🤖 AI Summary
This work addresses the challenge of modeling statistical behaviors and quantifying differential privacy in higher-order probabilistic programs—particularly probabilistic PCF. Methodologically, it introduces tropical geometry into probabilistic programming semantics for the first time, employing the min-plus semiring algebra to encode the most probable program behaviors as tropical polynomials. It establishes a semantic bridge between weighted relational semantics and linear logic, and designs the first intersection type system capable of characterizing tropical polynomials. The core contributions are: (i) a tropical algebraic framework for representing probabilistic program behaviors; (ii) an algebraic, verifiable method for estimating privacy guarantees in security protocols; and (iii) a breakthrough over traditional statistical inference approaches by enabling rigorous modeling of higher-order functions and recursive structures. The framework thus provides a novel semantic tool for probabilistic programming languages that combines mathematical rigor with computational tractability.
📝 Abstract
In the last few years there has been a growing interest towards methods for statistical inference and learning based on ideas from computational algebraic geometry, and notably from tropical geometry, that is, the study of algebraic varieties over the min-plus semiring. At the same time, recent work has demonstrated the possibility of interpreting a higher-order probabilistic programming language in the framework of tropical mathematics, by exploiting the weighted relational semantics from linear logic. In this paper we try to put these two worlds in contact, by showing that actual methods from tropical geometry can indeed be exploited to perform statistical inference on higher order programs. For example, we show that the problem of describing the most-likely behavior of a probabilistic PCF program reduces to studying a tropical polynomial function associated with the program. We also design an intersection type system that captures such polynomials. As an application of our approach, we finally show that the tropical polynomial associated with a probabilistic protocol expressed in our language can be used to estimate its differential privacy.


**What you have to do:** Everything from the line containing "For every button, label, input, icon, or" to the end of the listing, both included, should be returned exactly, apart from the pictures.

**Given data:**
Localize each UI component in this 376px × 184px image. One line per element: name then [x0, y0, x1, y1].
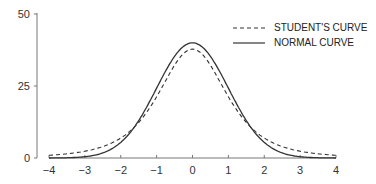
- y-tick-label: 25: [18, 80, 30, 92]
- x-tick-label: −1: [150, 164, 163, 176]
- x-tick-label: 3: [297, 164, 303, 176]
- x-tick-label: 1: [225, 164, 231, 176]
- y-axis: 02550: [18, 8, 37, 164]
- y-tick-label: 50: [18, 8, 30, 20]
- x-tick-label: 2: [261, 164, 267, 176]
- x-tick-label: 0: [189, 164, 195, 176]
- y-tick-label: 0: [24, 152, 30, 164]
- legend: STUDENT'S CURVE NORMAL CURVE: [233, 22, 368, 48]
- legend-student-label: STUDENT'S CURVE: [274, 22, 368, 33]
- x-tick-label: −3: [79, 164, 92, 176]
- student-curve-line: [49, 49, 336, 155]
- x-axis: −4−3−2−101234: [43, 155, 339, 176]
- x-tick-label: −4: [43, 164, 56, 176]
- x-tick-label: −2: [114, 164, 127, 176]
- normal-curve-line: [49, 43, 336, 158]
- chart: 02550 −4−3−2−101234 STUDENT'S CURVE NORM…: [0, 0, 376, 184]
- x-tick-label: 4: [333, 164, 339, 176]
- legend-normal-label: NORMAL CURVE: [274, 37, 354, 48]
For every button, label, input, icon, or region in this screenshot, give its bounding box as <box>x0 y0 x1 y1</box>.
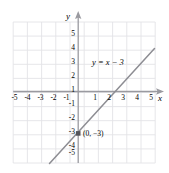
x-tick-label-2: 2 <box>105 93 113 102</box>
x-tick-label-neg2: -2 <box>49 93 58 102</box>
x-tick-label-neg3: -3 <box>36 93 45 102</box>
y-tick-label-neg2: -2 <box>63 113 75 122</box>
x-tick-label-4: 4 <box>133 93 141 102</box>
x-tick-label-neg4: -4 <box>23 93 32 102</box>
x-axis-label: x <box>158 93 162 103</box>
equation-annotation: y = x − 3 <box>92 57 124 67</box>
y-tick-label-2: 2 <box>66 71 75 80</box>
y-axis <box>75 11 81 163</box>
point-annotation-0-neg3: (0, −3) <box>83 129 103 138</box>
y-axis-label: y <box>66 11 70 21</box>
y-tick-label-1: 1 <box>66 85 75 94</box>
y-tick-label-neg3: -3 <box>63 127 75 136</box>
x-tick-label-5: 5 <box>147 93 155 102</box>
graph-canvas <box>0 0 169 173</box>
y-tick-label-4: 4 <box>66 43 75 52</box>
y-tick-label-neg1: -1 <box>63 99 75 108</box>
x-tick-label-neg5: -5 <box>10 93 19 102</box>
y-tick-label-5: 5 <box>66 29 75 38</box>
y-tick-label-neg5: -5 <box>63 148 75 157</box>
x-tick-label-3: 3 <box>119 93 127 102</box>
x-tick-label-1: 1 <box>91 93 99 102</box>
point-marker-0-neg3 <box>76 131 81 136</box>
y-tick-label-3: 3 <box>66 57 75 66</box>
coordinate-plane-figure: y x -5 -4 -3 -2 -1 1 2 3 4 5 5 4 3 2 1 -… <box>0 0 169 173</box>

**Reply to the task:**
For every button, label, input, icon, or region in this screenshot, give its bounding box as <box>x0 y0 x1 y1</box>.
x-tick-label-2: 2 <box>105 93 113 102</box>
x-tick-label-neg2: -2 <box>49 93 58 102</box>
x-tick-label-neg3: -3 <box>36 93 45 102</box>
y-tick-label-neg2: -2 <box>63 113 75 122</box>
x-tick-label-4: 4 <box>133 93 141 102</box>
x-tick-label-neg4: -4 <box>23 93 32 102</box>
x-axis-label: x <box>158 93 162 103</box>
equation-annotation: y = x − 3 <box>92 57 124 67</box>
y-tick-label-2: 2 <box>66 71 75 80</box>
y-axis <box>75 11 81 163</box>
point-annotation-0-neg3: (0, −3) <box>83 129 103 138</box>
y-axis-label: y <box>66 11 70 21</box>
y-tick-label-1: 1 <box>66 85 75 94</box>
y-tick-label-neg3: -3 <box>63 127 75 136</box>
x-tick-label-5: 5 <box>147 93 155 102</box>
graph-canvas <box>0 0 169 173</box>
y-tick-label-4: 4 <box>66 43 75 52</box>
y-tick-label-neg1: -1 <box>63 99 75 108</box>
x-tick-label-neg5: -5 <box>10 93 19 102</box>
y-tick-label-5: 5 <box>66 29 75 38</box>
y-tick-label-neg5: -5 <box>63 148 75 157</box>
x-tick-label-3: 3 <box>119 93 127 102</box>
x-tick-label-1: 1 <box>91 93 99 102</box>
point-marker-0-neg3 <box>76 131 81 136</box>
y-tick-label-3: 3 <box>66 57 75 66</box>
coordinate-plane-figure: y x -5 -4 -3 -2 -1 1 2 3 4 5 5 4 3 2 1 -… <box>0 0 169 173</box>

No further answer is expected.